Commentary
Video
The clinical research director of the UCSF Multiple Sclerosis Center discussed the early-onset progression in multiple sclerosis and emphasized the need for targeted therapies in this patient population. [WATCH TIME: 6 minutes]
WATCH TIME: 6 minutes
"Once you develop highly effective therapies, which we have, you suppress the relapsing activity and guess what you see? This insidious decline in function that begins very early on."
In a previously reported prospective cohort, more than half of the participating patients with relapsing multiple sclerosis (MS) accumulated a significant new disability by 10 years of follow-up and using no evidence of disease activity did not predict long-term stability at 2 years.1 Published in Annals of Neurology, a prior study showed that long-term worsening was common among patients with relapsing MS, was largely independent of relapse activity, and was also associated with accelerated brain atrophy.2 Based on these findings, lead author Bruce Cree, MD, PhD, MAS, FAAN, and colleagues proposed the term “silent progression” to describe the insidious disability that accrued in several patients who fit the traditional criteria for relapsing-remitting MS.
At the 2024 Consortium of Multiple Sclerosis Centers (CMSC) Annual Meeting, held May 29 to June 1, in Nashville, Tennessee, Cree will participate as a speaker in a symposium surrounding silent progression in MS. Other expert speakers will include Gabriel Pardo, MD, founding director of the Multiple Sclerosis Center of Excellence at Oklahoma Medical Research Foundation, who plans to talk about biomarkers in MS. In addition, Irene Cortese, MD, director of the Experimental Immunotherapeutics Unit at National Institute of Neurological Disorders and Stroke, will speak on progressive multifocal leukoencephalopathy and Corey C. Ford, MD, PhD, professor of neurology at the University of New Mexico, will chair the speaker event.
Prior to the symposium, Cree, the clinical research director of the UCSF Multiple Sclerosis Center, sat down in an interview with NeurologyLive® to discuss a little about what he plans to talk about at in the session, specifically on the future of MS therapeutics. In the interview, he spoke about the phenomenon of progression independent of relapsing activity in MS. Moreover, Cree explained how spinal cord imaging can help contribute to further understanding MS progression. Additionally, Cree shared his reactions to findings from recent clinical trials targeting progressive MS and spoke about the potential of studies in the future in this patient population.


TASK GOAL: Copy each line that contains the string "Percentages", taking them from the material.

DATA FOR PROCESSING:
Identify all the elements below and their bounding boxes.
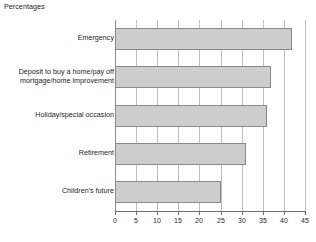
- category-label: Children's future: [62, 187, 114, 196]
- category-label: Deposit to buy a home/pay off mortgage/h…: [19, 68, 114, 85]
- x-axis-line: [115, 211, 305, 212]
- x-tick-40: [284, 211, 285, 215]
- bar: [115, 181, 221, 203]
- x-tick-15: [178, 211, 179, 215]
- plot-area: [115, 20, 305, 211]
- gridline-45: [305, 20, 306, 211]
- x-tick-5: [136, 211, 137, 215]
- x-tick-30: [242, 211, 243, 215]
- bar: [115, 66, 271, 88]
- chart-title: Percentages: [4, 2, 45, 11]
- bar: [115, 105, 267, 127]
- bar: [115, 28, 292, 50]
- x-tick-35: [263, 211, 264, 215]
- category-label: Holiday/special occasion: [35, 111, 114, 120]
- x-tick-label-45: 45: [293, 217, 316, 224]
- bar: [115, 143, 246, 165]
- category-label: Retirement: [79, 149, 114, 158]
- bar-chart: Percentages 051015202530354045EmergencyD…: [0, 0, 316, 242]
- x-tick-label-20: 20: [187, 217, 211, 224]
- category-label: Emergency: [78, 34, 114, 43]
- x-tick-0: [115, 211, 116, 215]
- x-tick-45: [305, 211, 306, 215]
- x-tick-10: [157, 211, 158, 215]
- x-tick-20: [199, 211, 200, 215]
- x-tick-25: [221, 211, 222, 215]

YOUR SOLUTION:
- chart-title: Percentages: [4, 2, 45, 11]
- bar-chart: Percentages 051015202530354045EmergencyD…: [0, 0, 316, 242]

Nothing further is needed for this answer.